In the September edition of my monthly In Good Faith column, I share the story of a good friend who encountered hate in the form of ugly graffiti and turned it into a message of love. This is precisely what faith is all about!
Washing Away the Hate
It started out as another beautiful Saturday morning in Lexington, Kentucky. My friend Laurie Brock, an Episcopal priest at St. Michael’s Church, took the short walk from the parsonage to the front doors of the sanctuary. What she encountered last week, however, was shocking.
Hateful and graphic graffiti was scrawled across the doors and the sidewalk in front of the church. Now, Mother Laurie, as she’s known to her flock, texted me photos of the graffiti. And I assure you, this wasn’t just your garden variety, colorfully creative 1970’s New York City subway graffiti. This was crude, hateful stuff that invoked the political, the satanic, and the, um, anatomical.
So what do you about this? Well, the first thing you do is alert the parish and suddenly power washers appear and chemicals you didn’t even know they sold at Home Depot show up and there’s a whole group of parishioners cleaning and scrubbing and washing away the hate. In several hours it’s all gone, with nary a trace left.
Which is great. Except that the emotional scars of hate-speech scrawled across the entrance to your sacred space remain etched in the community’s consciousness. And I love what Laurie did the next day. She amassed several buckets of sidewalk chalk and, as part of the liturgy, she invited everyone outside to cover the sidewalk and driveway with messages of God’s love. Parishioners of all ages expressed their own responses through words and art to the hate that just 24 hours before had been scribbled all over the front of their church.
To me, this is what faith is all about. It’s not about ignoring hateful rhetoric but responding in love. It’s not about being reactionary in the face of evil but being proactive in the name of God. It’s not about rejecting others but accepting them as fellow children of God.
As Laurie said to the news media when they inevitably showed up, “The vandalism is not the story. That's a part of it. The end of the story is always love in the Christian faith. When people send out into the world hate and violence, our responsibility is to respond with love.”
As people of faith, we embrace a powerful counter-narrative that transcends the small-mindedness of hateful rhetoric. For Christians, this is rooted in God’s love for humanity as made manifest in Jesus Christ. Yet this is not unique to our tradition. God’s love for the world — the entire world — is stronger than that which divides us. And we cling to this ideal of love even in the face of anger and hatred.
I’m not sure if the perpetrators of this act in Lexington were making a political statement, a religious statement, or whether they were just a couple of teenagers looking for a thrill. It doesn’t really matter. What matters is the response. And I’m proud of Laurie and her community for making an even bolder statement in the name of God’s love.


YOUR GOAL: Report each line of the entries below that has the word "screenshot" in it.

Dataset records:
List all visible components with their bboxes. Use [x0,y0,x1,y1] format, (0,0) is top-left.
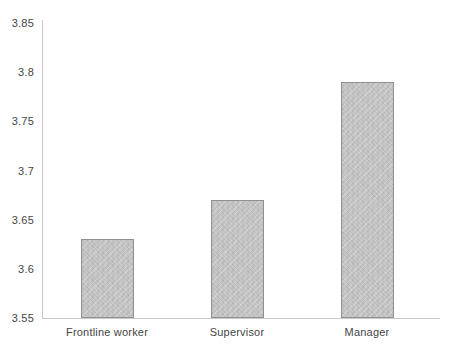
y-tick-label: 3.65 [0,214,34,225]
y-tick-label: 3.75 [0,116,34,127]
y-tick-label: 3.8 [0,67,34,78]
y-tick-label: 3.55 [0,313,34,324]
x-axis-line [42,318,440,319]
y-axis-line [42,20,43,319]
bar-chart: 3.553.63.653.73.753.83.85 Frontline work… [0,0,451,354]
category-label-frontline-worker: Frontline worker [37,326,177,338]
y-tick-label: 3.85 [0,18,34,29]
y-tick-label: 3.7 [0,165,34,176]
y-tick-label: 3.6 [0,263,34,274]
bar-manager [341,82,394,318]
bar-frontline-worker [81,239,134,318]
category-label-manager: Manager [297,326,437,338]
bar-supervisor [211,200,264,318]
category-label-supervisor: Supervisor [167,326,307,338]
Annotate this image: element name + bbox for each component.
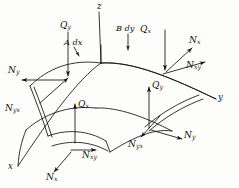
bottom-edge-left-arc	[26, 107, 96, 130]
top-left-face-arrows	[22, 32, 68, 103]
near-face-outer-edge	[48, 132, 106, 141]
n-yx-right-label: Nyx	[128, 140, 143, 150]
q-y-right-label: Qy	[152, 81, 163, 91]
right-face-inner	[149, 99, 203, 131]
y-axis-label: y	[218, 93, 223, 102]
near-face	[48, 132, 110, 152]
q-x-top-right-label: Qx	[140, 25, 151, 35]
n-x-near-label: Nx	[46, 173, 58, 183]
n-yx-left-arrow	[40, 78, 68, 103]
shell-element-figure: z y x A dx B dy Qy Ny Nyx Qx Nx Nxy Qx N…	[0, 0, 239, 188]
near-face-arrows	[54, 104, 96, 172]
n-x-near-arrow	[54, 152, 71, 172]
right-face-arrows	[141, 87, 182, 139]
n-xy-near-label: Nxy	[82, 151, 97, 161]
z-axis-label: z	[97, 2, 101, 11]
a-dx-label: A dx	[64, 38, 82, 46]
n-xy-top-right-label: Nxy	[186, 61, 201, 71]
n-yx-left-label: Nyx	[5, 104, 20, 114]
top-edge-left-arc	[30, 62, 101, 86]
q-y-top-left-label: Qy	[60, 21, 71, 31]
x-axis-label: x	[8, 162, 13, 171]
b-dy-label: B dy	[116, 24, 135, 32]
q-x-near-label: Qx	[78, 100, 89, 110]
n-y-right-arrow	[151, 130, 182, 139]
n-yx-right-arrow	[141, 116, 160, 137]
bottom-edge-right-arc	[96, 108, 172, 131]
n-y-left-label: Ny	[8, 66, 20, 76]
n-x-top-right-label: Nx	[189, 36, 201, 46]
n-y-right-label: Ny	[184, 131, 196, 141]
axis-lines	[18, 12, 216, 166]
a-dx-leader	[74, 47, 79, 56]
left-face-thickness	[18, 86, 52, 166]
left-face-outer	[30, 86, 48, 136]
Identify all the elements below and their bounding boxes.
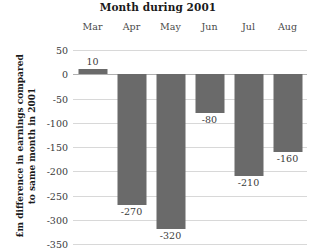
category-tick-aug: Aug	[268, 21, 307, 36]
category-axis: Mar Apr May Jun Jul Aug	[73, 21, 307, 36]
y-tick-label--100: -100	[47, 117, 68, 128]
category-tick-jul: Jul	[229, 21, 268, 36]
bar-group-apr: -270	[112, 50, 151, 244]
bar-mar[interactable]	[78, 69, 107, 74]
bar-series: 10-270-320-80-210-160	[73, 50, 307, 244]
chart-title: Month during 2001	[0, 1, 316, 13]
bar-value-label-jun: -80	[202, 114, 217, 125]
y-tick-label--50: -50	[53, 93, 68, 104]
y-axis-title: £m difference in earnings compared to sa…	[14, 46, 42, 246]
bar-value-label-aug: -160	[277, 153, 298, 164]
bar-jul[interactable]	[234, 74, 263, 176]
bar-group-aug: -160	[268, 50, 307, 244]
bar-may[interactable]	[156, 74, 185, 229]
category-tick-may: May	[151, 21, 190, 36]
y-tick-label--150: -150	[47, 142, 68, 153]
y-tick-label-0: 0	[62, 69, 68, 80]
plot-area: 500-50-100-150-200-250-300-350 10-270-32…	[73, 50, 307, 244]
y-tick-label--200: -200	[47, 166, 68, 177]
bar-apr[interactable]	[117, 74, 146, 205]
bar-group-mar: 10	[73, 50, 112, 244]
chart-figure: Month during 2001 Mar Apr May Jun Jul Au…	[0, 0, 316, 252]
bar-value-label-may: -320	[160, 230, 181, 241]
y-axis-title-line-1: £m difference in earnings compared	[14, 46, 26, 246]
y-tick-label--250: -250	[47, 190, 68, 201]
bar-aug[interactable]	[273, 74, 302, 152]
bar-group-jul: -210	[229, 50, 268, 244]
y-tick-label--300: -300	[47, 214, 68, 225]
bar-value-label-apr: -270	[121, 206, 142, 217]
gridline--350: -350	[73, 244, 307, 245]
category-tick-jun: Jun	[190, 21, 229, 36]
category-tick-apr: Apr	[112, 21, 151, 36]
bar-value-label-mar: 10	[86, 56, 98, 67]
bar-jun[interactable]	[195, 74, 224, 113]
bar-group-may: -320	[151, 50, 190, 244]
y-axis-title-line-2: to same month in 2001	[26, 46, 38, 246]
bar-value-label-jul: -210	[238, 177, 259, 188]
category-tick-mar: Mar	[73, 21, 112, 36]
bar-group-jun: -80	[190, 50, 229, 244]
y-tick-label--350: -350	[47, 239, 68, 250]
y-tick-label-50: 50	[56, 45, 68, 56]
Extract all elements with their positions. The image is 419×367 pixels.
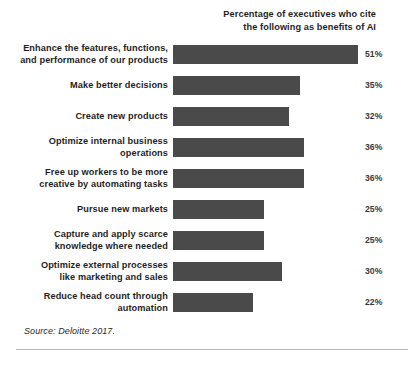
- bar-rect: [173, 45, 358, 64]
- bar-value-label: 25%: [365, 204, 382, 214]
- bar-value-label: 36%: [365, 142, 382, 152]
- bar-rect: [173, 169, 304, 188]
- bar-category-label: Make better decisions: [0, 79, 168, 91]
- bar-category-label-line: Pursue new markets: [0, 203, 168, 215]
- bar-row: Free up workers to be more creative by a…: [0, 169, 419, 188]
- chart-plot-area: Enhance the features, functions, and per…: [0, 45, 419, 325]
- bar-rect: [173, 262, 282, 281]
- chart-title-line-1: Percentage of executives who cite: [190, 8, 376, 21]
- bottom-divider: [16, 349, 408, 350]
- source-note: Source: Deloitte 2017.: [24, 326, 115, 336]
- bar-rect: [173, 76, 300, 95]
- bar-row: Make better decisions 35%: [0, 76, 419, 95]
- bar-category-label-line: Optimize internal business: [0, 135, 168, 147]
- bar-rect: [173, 138, 304, 157]
- bar-chart-figure: Percentage of executives who cite the fo…: [0, 0, 419, 367]
- bar-rect: [173, 200, 264, 219]
- bar-value-label: 51%: [365, 49, 382, 59]
- bar-value-label: 35%: [365, 80, 382, 90]
- bar-category-label-line: Free up workers to be more: [0, 166, 168, 178]
- bar-category-label-line: knowledge where needed: [0, 240, 168, 252]
- bar-value-label: 32%: [365, 111, 382, 121]
- bar-category-label-line: Optimize external processes: [0, 259, 168, 271]
- bar-rect: [173, 293, 253, 312]
- bar-category-label-line: Create new products: [0, 110, 168, 122]
- bar-category-label-line: Enhance the features, functions,: [0, 42, 168, 54]
- bar-row: Pursue new markets 25%: [0, 200, 419, 219]
- bar-category-label-line: operations: [0, 147, 168, 159]
- bar-category-label-line: automation: [0, 302, 168, 314]
- bar-category-label: Create new products: [0, 110, 168, 122]
- bar-category-label-line: Make better decisions: [0, 79, 168, 91]
- bar-category-label-line: creative by automating tasks: [0, 178, 168, 190]
- bar-category-label: Reduce head count through automation: [0, 290, 168, 315]
- bar-category-label-line: like marketing and sales: [0, 271, 168, 283]
- bar-category-label: Free up workers to be more creative by a…: [0, 166, 168, 191]
- bar-row: Optimize internal business operations 36…: [0, 138, 419, 157]
- bar-category-label: Enhance the features, functions, and per…: [0, 42, 168, 67]
- bar-row: Enhance the features, functions, and per…: [0, 45, 419, 64]
- bar-category-label-line: Capture and apply scarce: [0, 228, 168, 240]
- bar-row: Optimize external processes like marketi…: [0, 262, 419, 281]
- bar-row: Reduce head count through automation 22%: [0, 293, 419, 312]
- chart-title-line-2: the following as benefits of AI: [190, 21, 376, 34]
- bar-category-label: Optimize internal business operations: [0, 135, 168, 160]
- bar-value-label: 36%: [365, 173, 382, 183]
- bar-rect: [173, 107, 289, 126]
- bar-value-label: 30%: [365, 266, 382, 276]
- bar-value-label: 25%: [365, 235, 382, 245]
- bar-row: Capture and apply scarce knowledge where…: [0, 231, 419, 250]
- bar-category-label: Optimize external processes like marketi…: [0, 259, 168, 284]
- bar-value-label: 22%: [365, 297, 382, 307]
- bar-row: Create new products 32%: [0, 107, 419, 126]
- chart-title: Percentage of executives who cite the fo…: [190, 8, 376, 34]
- bar-category-label: Pursue new markets: [0, 203, 168, 215]
- bar-category-label-line: Reduce head count through: [0, 290, 168, 302]
- bar-category-label: Capture and apply scarce knowledge where…: [0, 228, 168, 253]
- bar-category-label-line: and performance of our products: [0, 54, 168, 66]
- bar-rect: [173, 231, 264, 250]
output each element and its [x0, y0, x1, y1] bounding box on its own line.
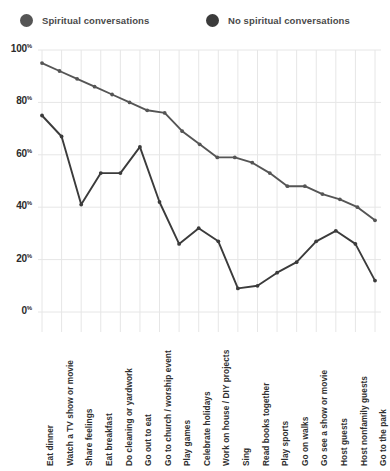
data-point — [303, 184, 307, 188]
y-axis-tick-label: 80% — [2, 95, 32, 106]
data-point — [256, 284, 260, 288]
data-point — [110, 93, 114, 97]
x-axis-tick-label: Go to church / worship event — [163, 350, 173, 466]
x-axis-tick-label: Share feelings — [84, 409, 94, 466]
x-axis-tick-label: Play games — [182, 420, 192, 466]
y-axis-tick-label: 0% — [2, 305, 32, 316]
data-point — [93, 85, 97, 89]
chart-svg — [0, 0, 390, 471]
x-axis-tick-label: Play sports — [280, 421, 290, 466]
x-axis-tick-label: Host nonfamily guests — [359, 376, 369, 466]
data-point — [158, 200, 162, 204]
data-point — [250, 161, 254, 165]
x-axis-tick-label: Work on house / DIY projects — [221, 350, 231, 466]
data-point — [268, 171, 272, 175]
series-layer — [40, 61, 377, 290]
data-point — [275, 271, 279, 275]
data-point — [40, 114, 44, 118]
data-point — [215, 156, 219, 160]
x-axis-tick-label: Read books together — [261, 383, 271, 466]
series-line-1 — [42, 116, 375, 289]
x-axis-tick-label: Watch a TV show or movie — [65, 360, 75, 466]
x-axis-tick-label: Go out to eat — [143, 414, 153, 466]
data-point — [60, 135, 64, 139]
x-axis-tick-label: Eat dinner — [45, 425, 55, 466]
x-axis-tick-label: Go see a show or movie — [319, 370, 329, 466]
data-point — [233, 156, 237, 160]
data-point — [119, 171, 123, 175]
x-axis-tick-label: Go on walks — [300, 417, 310, 466]
x-axis-tick-label: Go to the park — [378, 409, 388, 466]
data-point — [338, 197, 342, 201]
data-point — [163, 111, 167, 115]
data-point — [145, 108, 149, 112]
y-axis-tick-label: 20% — [2, 253, 32, 264]
x-axis-tick-label: Sing — [241, 448, 251, 466]
data-point — [197, 226, 201, 230]
x-axis-tick-label: Celebrate holidays — [202, 391, 212, 466]
data-point — [373, 279, 377, 283]
data-point — [356, 205, 360, 209]
data-point — [198, 142, 202, 146]
data-point — [295, 260, 299, 264]
data-point — [180, 129, 184, 133]
chart-container: Spiritual conversations No spiritual con… — [0, 0, 390, 471]
data-point — [128, 101, 132, 105]
plot-area: 100%80%60%40%20%0% Eat dinnerWatch a TV … — [0, 0, 390, 471]
data-point — [99, 171, 103, 175]
series-line-0 — [42, 63, 375, 220]
data-point — [138, 145, 142, 149]
data-point — [40, 61, 44, 65]
data-point — [314, 239, 318, 243]
y-axis-tick-label: 100% — [2, 43, 32, 54]
data-point — [321, 192, 325, 196]
x-axis-tick-label: Host guests — [339, 418, 349, 466]
data-point — [373, 218, 377, 222]
data-point — [75, 77, 79, 81]
data-point — [236, 287, 240, 291]
y-axis-tick-label: 60% — [2, 148, 32, 159]
x-axis-tick-label: Eat breakfast — [104, 413, 114, 466]
y-axis-tick-label: 40% — [2, 200, 32, 211]
data-point — [58, 69, 62, 73]
data-point — [334, 229, 338, 233]
data-point — [177, 242, 181, 246]
x-axis-tick-label: Do cleaning or yardwork — [124, 368, 134, 466]
data-point — [286, 184, 290, 188]
data-point — [354, 242, 358, 246]
data-point — [216, 239, 220, 243]
data-point — [79, 203, 83, 207]
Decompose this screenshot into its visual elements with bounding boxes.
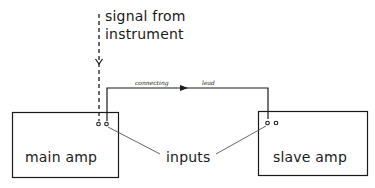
signal-label-line1: signal from <box>105 9 186 23</box>
slave-input-jack-2-icon <box>274 121 278 125</box>
connecting-lead-line <box>107 88 268 121</box>
lead-label-connecting: connecting <box>135 80 169 86</box>
lead-label-lead: lead <box>202 80 215 86</box>
inputs-leader-line-main <box>108 127 160 154</box>
inputs-label: inputs <box>166 150 211 164</box>
main-amp-label: main amp <box>25 150 97 164</box>
lead-arrow-icon <box>180 85 188 91</box>
main-input-jack-2-icon <box>105 122 109 126</box>
slave-amp-label: slave amp <box>273 150 347 164</box>
main-amp-box <box>13 113 119 178</box>
slave-input-jack-1-icon <box>266 121 270 125</box>
main-input-jack-1-icon <box>97 122 101 126</box>
signal-label-line2: instrument <box>105 27 184 41</box>
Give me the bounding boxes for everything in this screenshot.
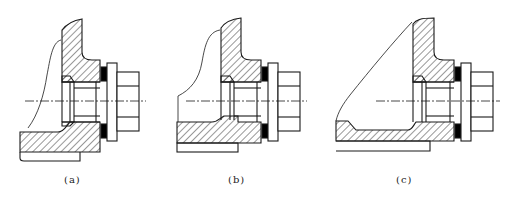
panel-a [20,19,146,161]
panel-b [177,18,307,152]
caption-a: (a) [64,174,81,185]
caption-c: (c) [396,174,412,185]
panel-c [336,18,500,151]
caption-b: (b) [228,174,245,185]
technical-drawing [0,0,509,198]
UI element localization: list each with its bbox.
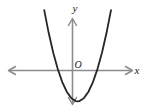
y-axis-group: y <box>69 2 78 105</box>
parabola-curve <box>44 10 111 101</box>
coordinate-plane-svg: x y O <box>0 0 148 112</box>
y-axis-label: y <box>72 2 78 14</box>
origin-label: O <box>74 59 81 70</box>
x-axis-label: x <box>134 64 140 76</box>
graph-figure: x y O <box>0 0 148 112</box>
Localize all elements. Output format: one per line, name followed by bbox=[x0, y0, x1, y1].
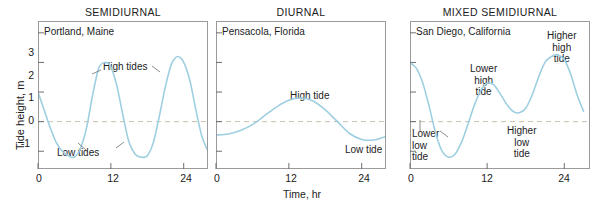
annotation-leader-1 bbox=[152, 66, 160, 72]
tide-curve-diurnal bbox=[216, 98, 386, 140]
annotation-leader-5 bbox=[440, 131, 448, 137]
annotation-leader-3 bbox=[116, 142, 124, 148]
tide-curve-mixed-semidiurnal bbox=[410, 55, 584, 157]
chart-vector-layer bbox=[0, 0, 601, 205]
tide-patterns-figure: Tide height, m 3 2 1 0 -1 SEMIDIURNAL Po… bbox=[0, 0, 601, 205]
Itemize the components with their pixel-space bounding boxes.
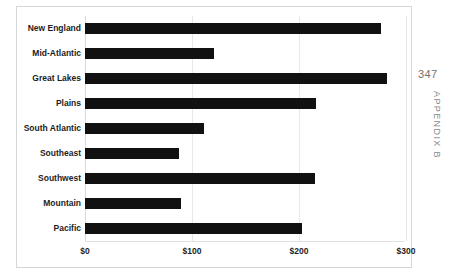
chart-frame: New EnglandMid-AtlanticGreat LakesPlains…: [16, 6, 412, 268]
category-label: Plains: [17, 91, 81, 116]
plot-area: [85, 16, 406, 241]
bar: [85, 123, 204, 134]
category-axis: New EnglandMid-AtlanticGreat LakesPlains…: [17, 16, 81, 241]
running-head: APPENDIX B: [432, 84, 442, 166]
category-label: Pacific: [17, 216, 81, 241]
value-tick-label: $100: [183, 246, 202, 256]
page-number: 347: [418, 68, 456, 80]
value-tick-label: $300: [397, 246, 416, 256]
category-label: Southwest: [17, 166, 81, 191]
bar-row: [85, 116, 406, 141]
bar-series: [85, 16, 406, 241]
bar: [85, 148, 179, 159]
category-label: Great Lakes: [17, 66, 81, 91]
bar: [85, 73, 387, 84]
bar: [85, 98, 316, 109]
bar: [85, 23, 381, 34]
category-label: Mountain: [17, 191, 81, 216]
bar: [85, 198, 181, 209]
bar-row: [85, 66, 406, 91]
bar-row: [85, 41, 406, 66]
category-label: South Atlantic: [17, 116, 81, 141]
bar: [85, 173, 315, 184]
value-tick-label: $0: [80, 246, 89, 256]
gridline-300: [406, 16, 407, 241]
plot-bottom-rule: [85, 241, 404, 242]
value-tick-label: $200: [290, 246, 309, 256]
bar: [85, 223, 302, 234]
bar-row: [85, 216, 406, 241]
bar-row: [85, 16, 406, 41]
value-axis: $0$100$200$300: [85, 246, 406, 264]
bar-row: [85, 91, 406, 116]
category-label: Mid-Atlantic: [17, 41, 81, 66]
bar: [85, 48, 214, 59]
bar-row: [85, 141, 406, 166]
page-furniture: 347 APPENDIX B: [418, 0, 456, 280]
bar-row: [85, 191, 406, 216]
bar-row: [85, 166, 406, 191]
category-label: Southeast: [17, 141, 81, 166]
category-label: New England: [17, 16, 81, 41]
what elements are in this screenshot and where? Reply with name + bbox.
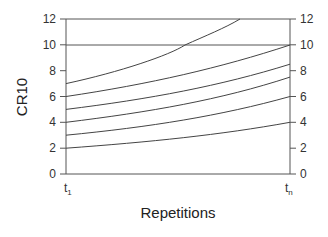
- tick-label: 2: [49, 141, 56, 155]
- tick-label: 6: [300, 90, 307, 104]
- x-tick-t1: t1: [64, 181, 72, 197]
- x-axis-title: Repetitions: [140, 204, 215, 221]
- tick-label: 4: [300, 115, 307, 129]
- x-tick-tn: tn: [285, 181, 293, 197]
- left-ticks: [60, 19, 66, 174]
- curve-start-7: [66, 19, 240, 84]
- tick-label: 6: [49, 90, 56, 104]
- tick-label: 0: [300, 167, 307, 181]
- tick-label: 12: [300, 12, 314, 26]
- tick-label: 12: [43, 12, 57, 26]
- tick-label: 2: [300, 141, 307, 155]
- tick-label: 10: [300, 38, 314, 52]
- left-tick-labels: 0 2 4 6 8 10 12: [43, 12, 57, 181]
- curve-start-4: [66, 77, 290, 122]
- tick-label: 10: [43, 38, 57, 52]
- curve-start-2: [66, 122, 290, 148]
- right-ticks: [290, 19, 296, 174]
- chart: 0 2 4 6 8 10 12 0 2 4 6 8 10 12 t1 tn Re…: [0, 0, 328, 237]
- tick-label: 0: [49, 167, 56, 181]
- curves: [66, 19, 290, 148]
- tick-label: 8: [300, 64, 307, 78]
- curve-start-3: [66, 97, 290, 136]
- tick-label: 4: [49, 115, 56, 129]
- tick-label: 8: [49, 64, 56, 78]
- curve-start-6: [66, 45, 290, 97]
- right-tick-labels: 0 2 4 6 8 10 12: [300, 12, 314, 181]
- y-axis-title: CR10: [13, 78, 30, 116]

ANSWER FOR THIS EXERCISE:
Decompose this screenshot into its visual elements with bounding boxes.
Give me the bounding boxes for everything in this screenshot.
what elements are in this screenshot and where? Reply with name + bbox.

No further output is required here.